Toxic Air From Coal and Industry
Industrial cities ran on coal, and the air quality showed it. British coal consumption averaged 65 million tons per year in the 1850s and nearly tripled to 181 million tons annually by the early 1900s. The result was air thick with soot, sulfur dioxide, and carbon particles that settled into people’s lungs and coated everything in black grime.
Contemporary accounts paint a vivid picture. A report in The Times of London in 1882 described unburnt carbon floating in the air, falling into people’s airways and forming a “dark expectoration” that was “so injurious to the constitution” as it accumulated in the lungs. Visitors to industrial cities described skies “black with smoke” and air so sulfurous it was immediately noticeable to anyone whose lungs weren’t already accustomed to it. An 1871 Coal Commission Report noted that vegetation was “destroyed, or seriously injured, for miles” around industrial centers, adding bluntly that whatever harmed plants so severely “cannot fail to be injurious to man.”
This wasn’t just discomfort. Chronic exposure to coal smoke contributed to respiratory disease, shortened lifespans, and environmental destruction that extended well beyond city borders.
Crime, Poverty, and Social Breakdown
Rapid urban growth didn’t just strain physical infrastructure. It fractured social structures. Researchers at the University of Chicago documented as early as the 1920s that rapid population growth and mobility, combined with sharp economic inequality across neighborhoods, led to a breakdown of social control and rising crime rates. When people were uprooted from established communities and packed into unfamiliar, unstable environments, the informal networks that typically discouraged crime dissolved.
Poverty concentrated in specific neighborhoods, creating pockets where residents had little access to legitimate economic opportunity. The combination of overcrowding, desperation, poor policing, and stark visible inequality between wealthy and impoverished districts made crime both more likely and more visible. Cities became defined by their contrasts: grand avenues a few blocks from squalid tenements, factory owners building mansions while their workers shared single rooms.
These Problems Still Exist Today
Rapid urban growth isn’t just a 19th-century story. Cities in the developing world face strikingly similar problems right now. In rapidly expanding towns across Africa, Asia, and Latin America, informal settlements spring up faster than governments can provide roads, water, electricity, or sewage systems. These areas often lack legal recognition, which creates a bureaucratic trap: local officials refuse to extend infrastructure to settlements that haven’t been formally approved, but the settlements keep growing because people have nowhere else to go.

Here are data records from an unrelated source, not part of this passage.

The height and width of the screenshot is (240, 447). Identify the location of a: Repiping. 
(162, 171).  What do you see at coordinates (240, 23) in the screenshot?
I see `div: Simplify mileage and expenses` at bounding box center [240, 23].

The cost falls hardest on the poorest residents. In the peri-urban areas of Woldia, Ethiopia, people living in informal settlements who buy water from private vendors pay up to four times more than those with access to public taps. In extreme cases, the price difference reaches over 1,600%. Sectoral laws governing building codes, electricity, and water supply actively prohibit delivering services to unauthorized settlements, even as those settlements house a growing share of the urban population. Municipal planners acknowledge the contradiction openly but say they cannot extend infrastructure to settlements that violate development policies.
Low government funding for infrastructure compounds the problem. Overlapping jurisdictions between municipal and regional authorities create confusion about who is responsible for providing services. The result is that millions of people living in rapidly growing cities today face conditions that echo the tenements and open sewers of the Industrial Revolution: no clean water, no waste management, no fire safety, and no legal standing to demand better.